Putting Pressure on the Philippines: Activists Call Out Drug War Human Rights Abuses at DC Embassy [VIDEO]

Submitted by Phillip Smith on (Issue #1012)
Consequences of Prohibition
Drug War Issues

It was deadly serious street theater (see video below) outside the Philippine embassy in Washington Wednesday afternoon as protestors demanding an end to the country's murderous drug war waved signs, chanted slogans, and dressed as mask-wearing police and caricature-wearing Filipino political figures.

[image:1 align:left caption:true]Since President Rodrigo Duterte took office in June 2016, police and mysterious "vigilantes" have killed between 12,000 and 20,000 alleged drug users and sellers in a massive wave of extrajudicial killings condemned by human rights organizations, the Catholic Church, and political figures around the globe. Duterte is now being investigated by the International Criminal Court for crimes against humanity.

Duterte, who rode to fame as the death squad mayor of Davao City, is targeting not just drug users and sellers, but also critics of his bloody crackdown. His most prominent critic, Senator Leila de Lima, has been jailed on drug charges that appear fabricated for more than a year. Her real offense was bringing a confessed former member of Duterte's Davao City death squads to testify before the Senate.

Along with calling for an end to the killings, Wednesday's protestors also rallied to demand freedom for Senator de Lima. During the demonstration, attendees symbolically freed a Leila de Lima figure from a mobile model prison cell.

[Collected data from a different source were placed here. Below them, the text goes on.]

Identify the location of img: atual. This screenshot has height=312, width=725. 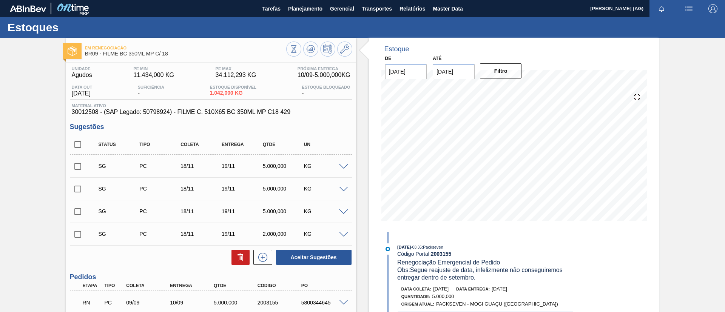
(388, 249).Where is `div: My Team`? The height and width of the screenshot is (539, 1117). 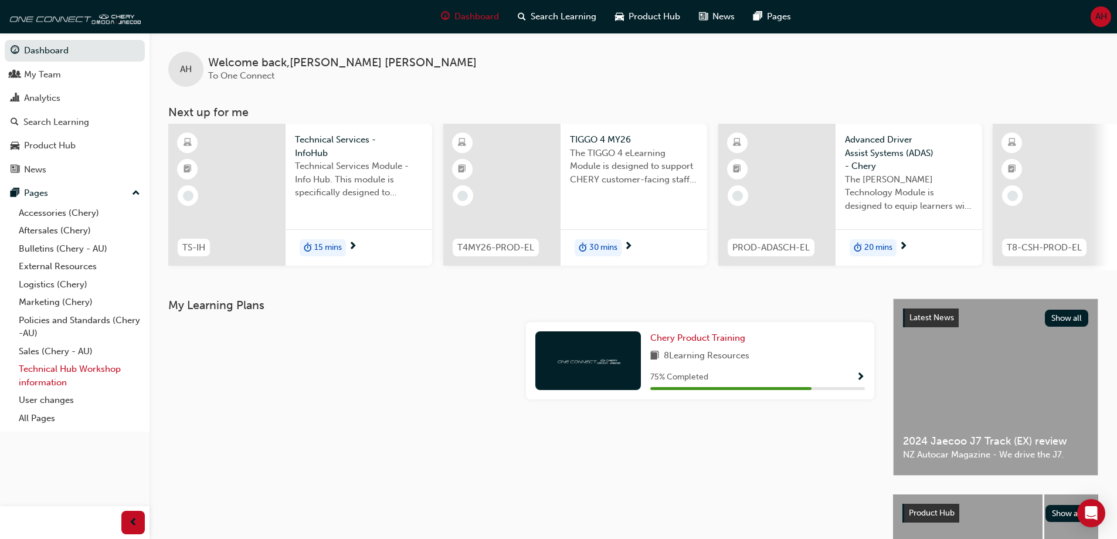
div: My Team is located at coordinates (42, 74).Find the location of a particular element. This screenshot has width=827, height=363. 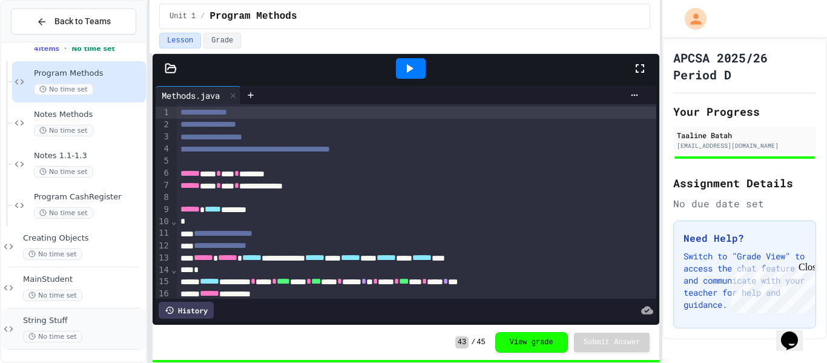

span: Program CashRegister is located at coordinates (88, 197).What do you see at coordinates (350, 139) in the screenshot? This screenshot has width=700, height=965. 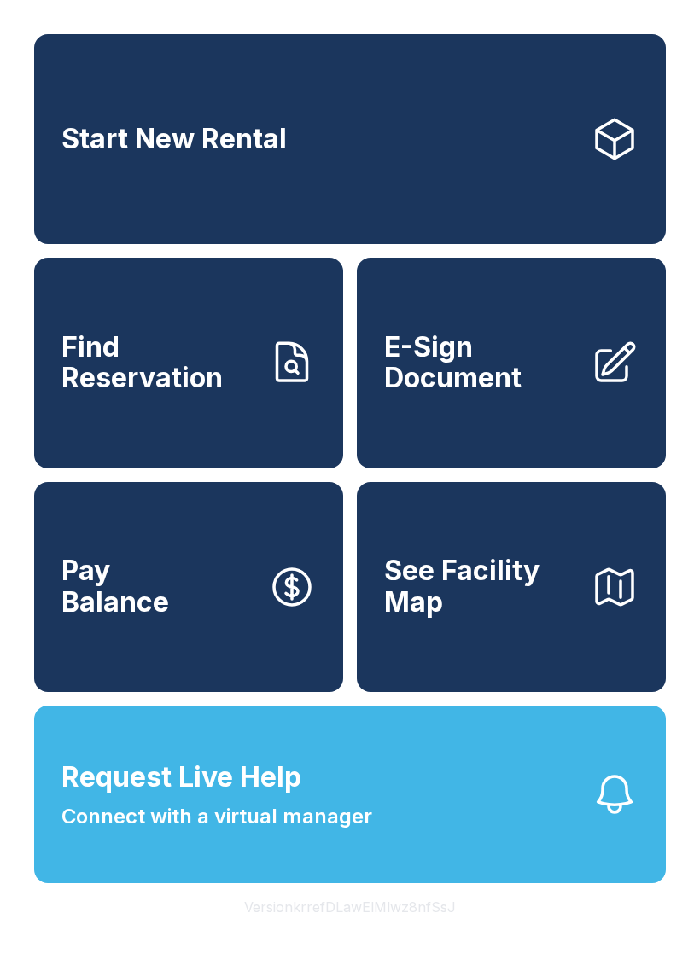 I see `a: Start New Rental` at bounding box center [350, 139].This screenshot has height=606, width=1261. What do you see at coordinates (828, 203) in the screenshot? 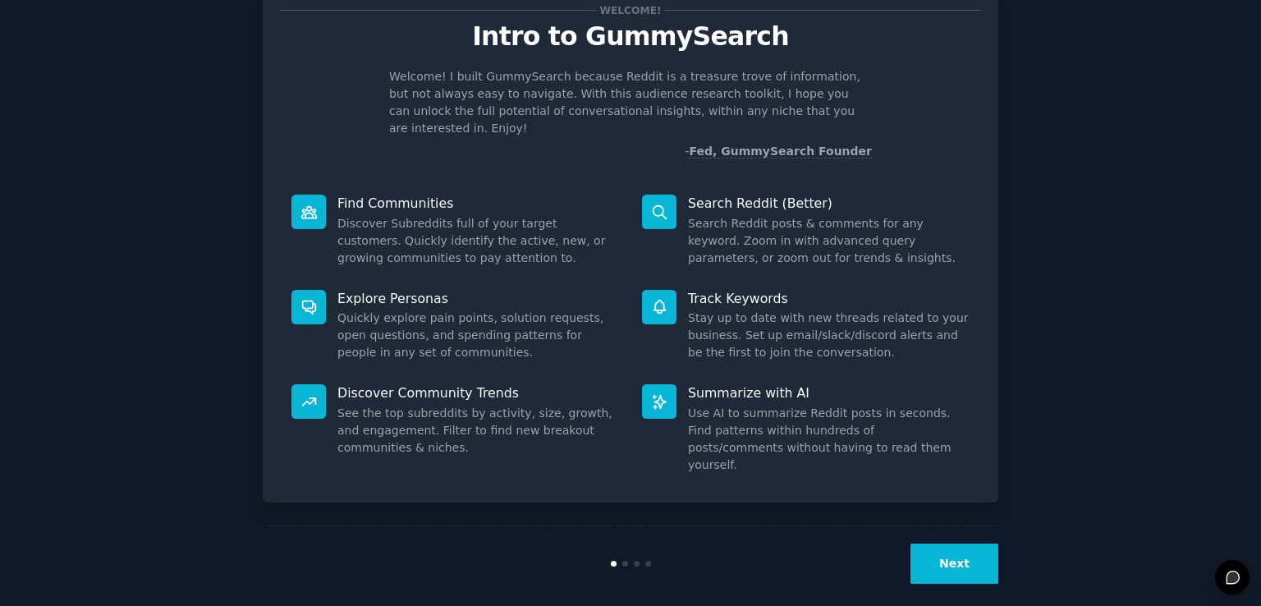
I see `p: Search Reddit (Better)` at bounding box center [828, 203]. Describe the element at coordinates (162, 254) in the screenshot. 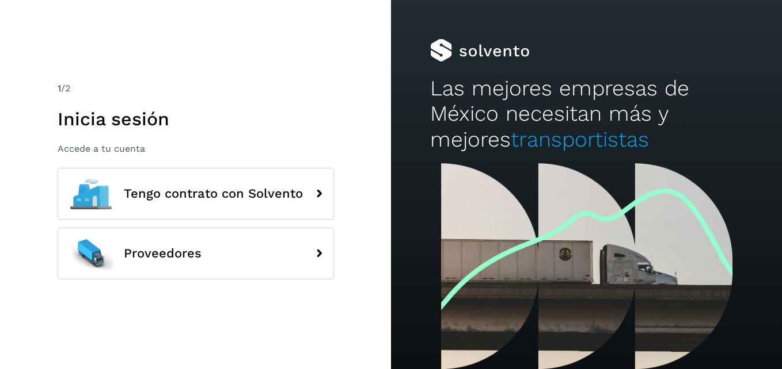

I see `span: Proveedores` at that location.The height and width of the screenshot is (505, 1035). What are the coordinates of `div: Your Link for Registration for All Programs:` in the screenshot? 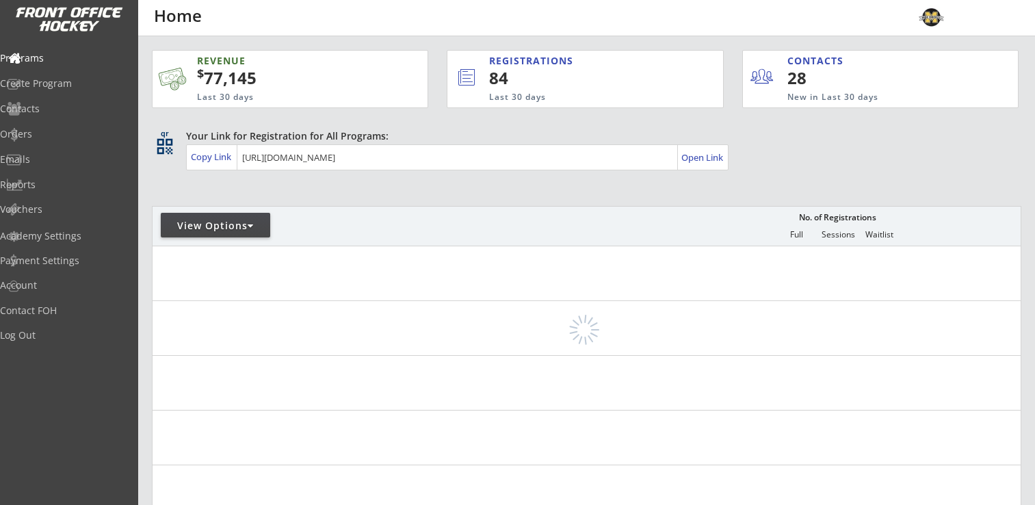 It's located at (582, 136).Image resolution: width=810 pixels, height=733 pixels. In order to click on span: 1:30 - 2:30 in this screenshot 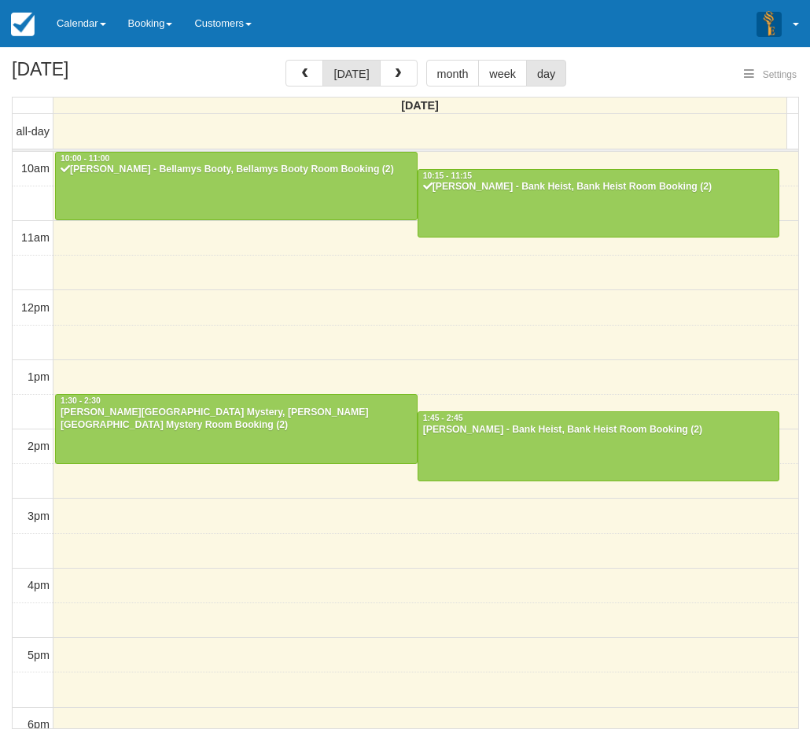, I will do `click(80, 400)`.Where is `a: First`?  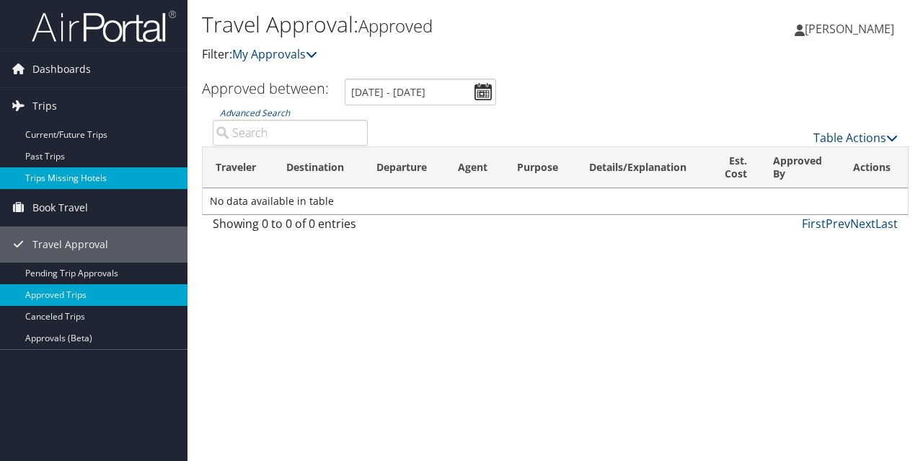 a: First is located at coordinates (814, 224).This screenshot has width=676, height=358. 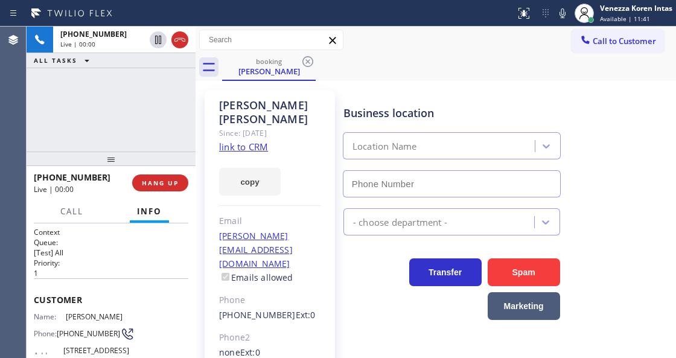 What do you see at coordinates (451, 183) in the screenshot?
I see `input: Phone Number` at bounding box center [451, 183].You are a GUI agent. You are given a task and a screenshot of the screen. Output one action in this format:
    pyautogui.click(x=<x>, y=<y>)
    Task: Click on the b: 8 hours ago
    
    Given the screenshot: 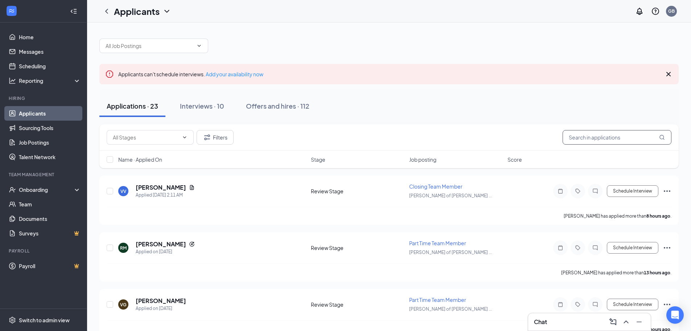 What is the action you would take?
    pyautogui.click(x=659, y=216)
     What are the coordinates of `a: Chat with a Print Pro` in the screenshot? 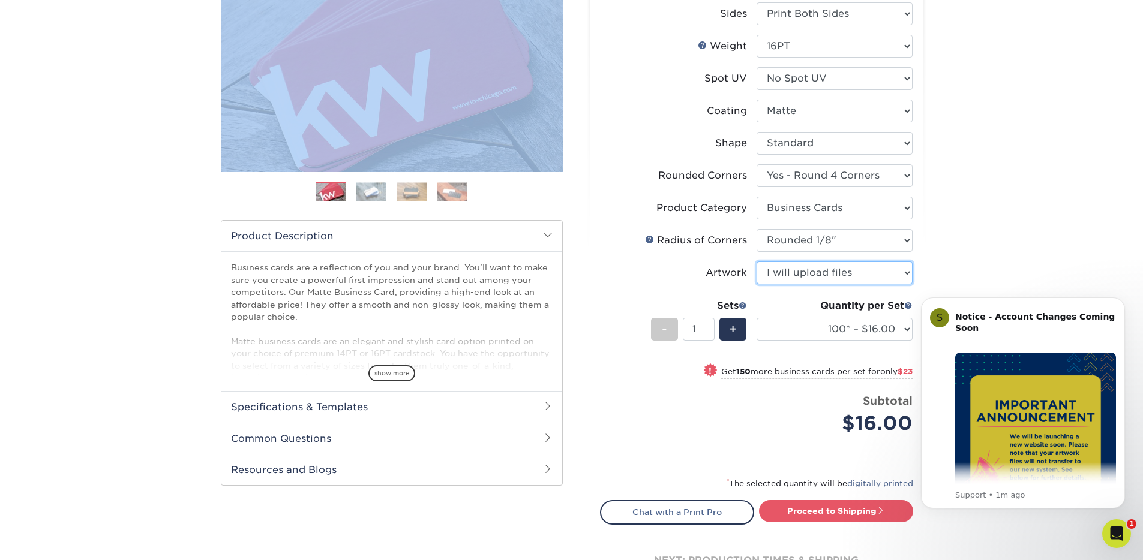 It's located at (677, 512).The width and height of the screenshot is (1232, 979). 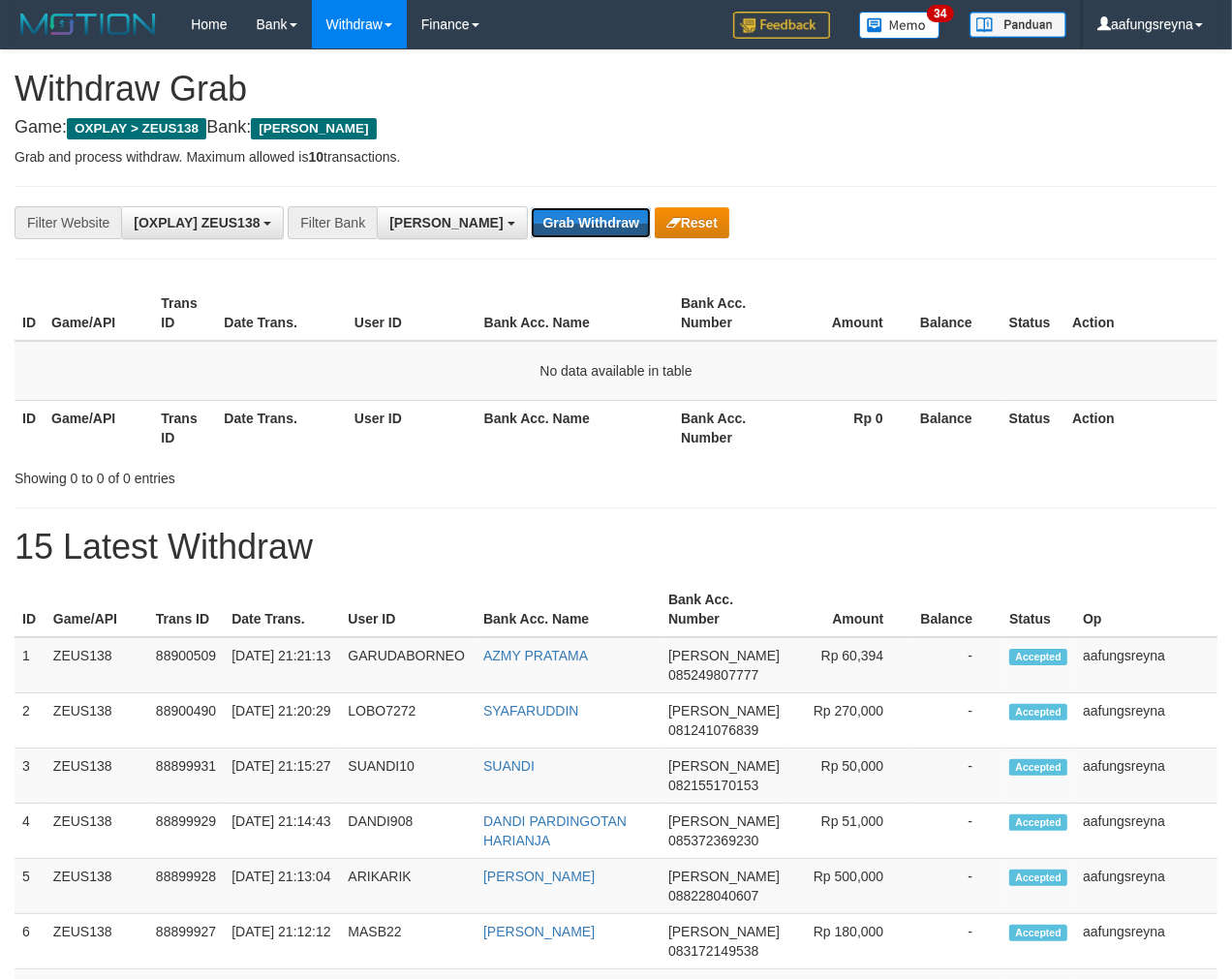 What do you see at coordinates (136, 128) in the screenshot?
I see `span: OXPLAY > ZEUS138` at bounding box center [136, 128].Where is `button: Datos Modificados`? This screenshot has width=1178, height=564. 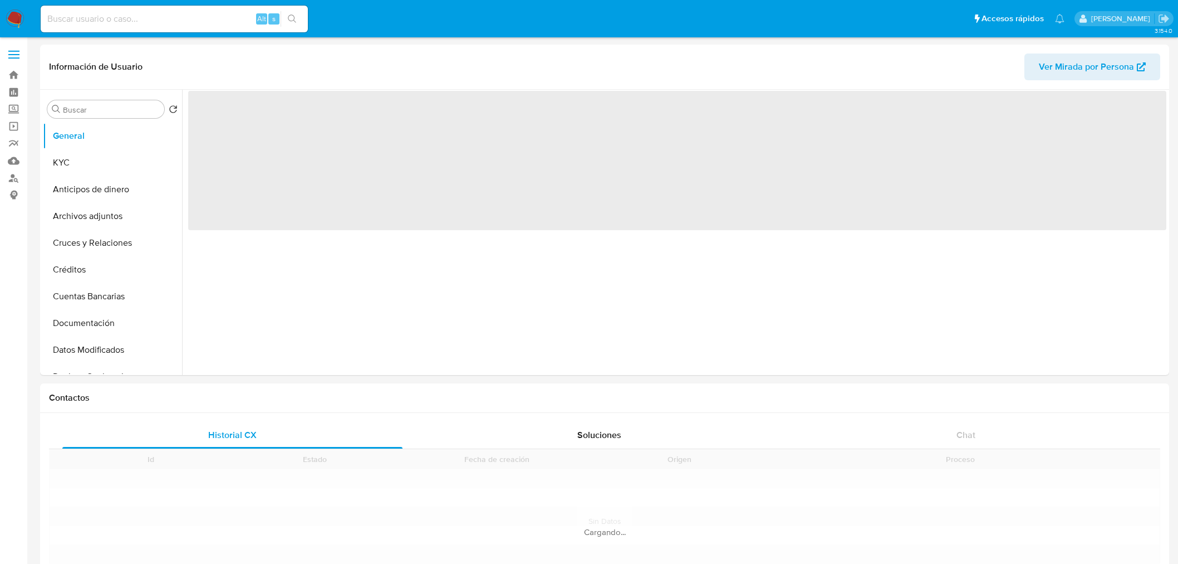
button: Datos Modificados is located at coordinates (112, 350).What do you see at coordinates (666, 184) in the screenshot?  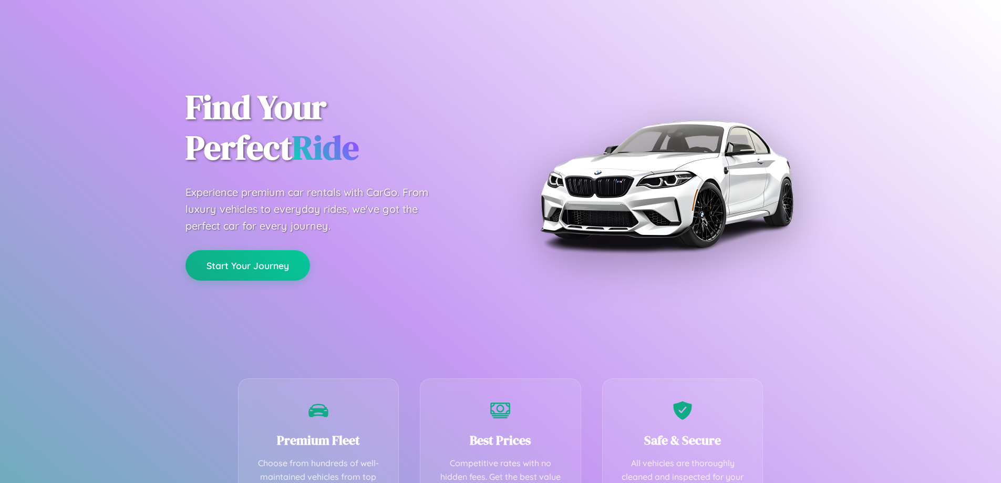 I see `img: Premium BMW car rental vehicle` at bounding box center [666, 184].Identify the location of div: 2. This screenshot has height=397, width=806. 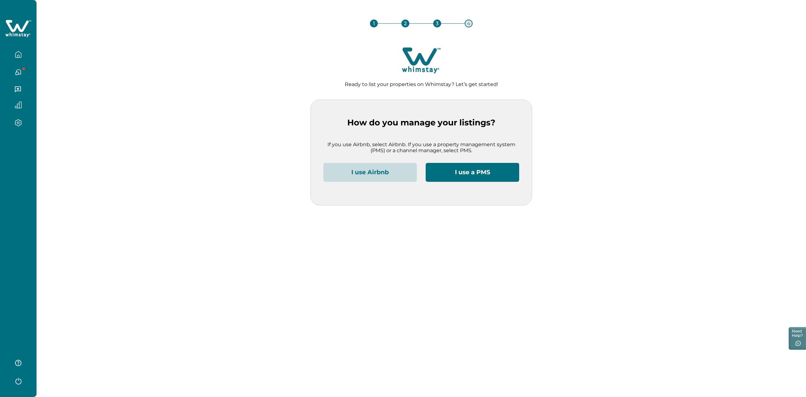
(405, 23).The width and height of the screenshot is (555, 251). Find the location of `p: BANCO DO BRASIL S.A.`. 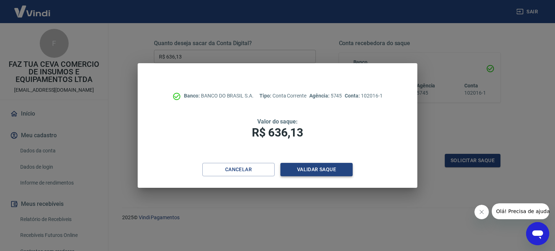

p: BANCO DO BRASIL S.A. is located at coordinates (219, 96).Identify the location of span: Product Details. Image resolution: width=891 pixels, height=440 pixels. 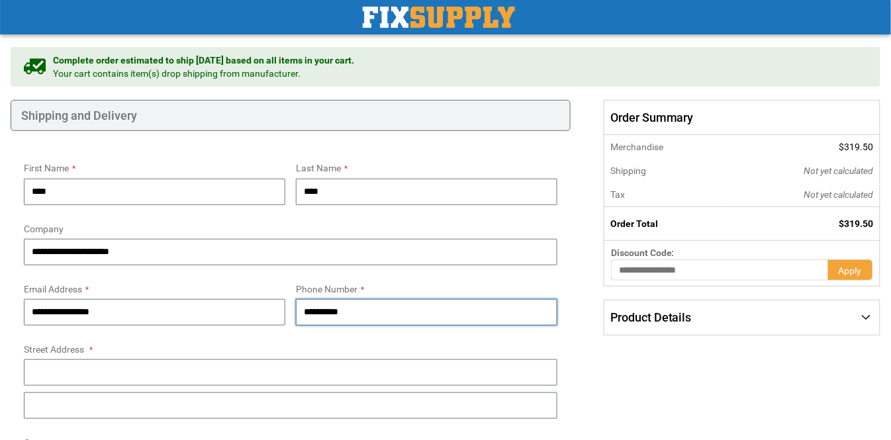
(651, 317).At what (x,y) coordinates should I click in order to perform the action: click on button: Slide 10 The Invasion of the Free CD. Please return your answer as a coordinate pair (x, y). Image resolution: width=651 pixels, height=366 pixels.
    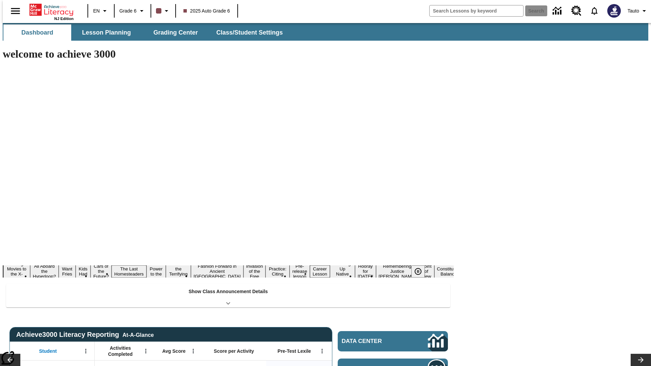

The demonstration was spearheaded by StoptheDrugWar.org's David Borden and was supported by drug reform and human rights groups including Amnesty International USA, the Criminal Justice Policy Foundation, local marijuana activists of DCMJ, the Drug Policy Alliance, the Ecumenical Advocacy Network on the Philippines, the Filipino-American Human Rights Alliance, Gabriela-DC, the International Coalition for Human Rights in the Philippines, the IPS Drug Policy Project, and Students for Sensible Drug Policy.

Not everyone was pleased with the demo. A virtual troll army of Duterte supporters descended on StoptheDrugWar.org's Facebook page, which carried live video of the event, to denounce it:

"Hang delima to death," counseled a Facebook user account claiming to belong to one Nida Adam Landoo.

"DELIMA IS A DRUG CUDDLER ,SHE IS NOT INNOCENT.HAPPY 1ST YR. ANNIVERSARY DELIMA IN JAIL,MORE YEARS TO COME," chimed in a user account sporting the name Sheila Mae Williams.

"Is this sponsored by the druglords in the US?" the operator of the NoyZanx Beldia account wanted to know.

No, but you knew that.

Here's the video from the demonstration:

Permission to Reprint: This content is licensed under a modified Creative Commons Attribution license. Content of a purely educational nature in Drug War Chronicle appear courtesy of DRCNet Foundation, unless otherwise noted.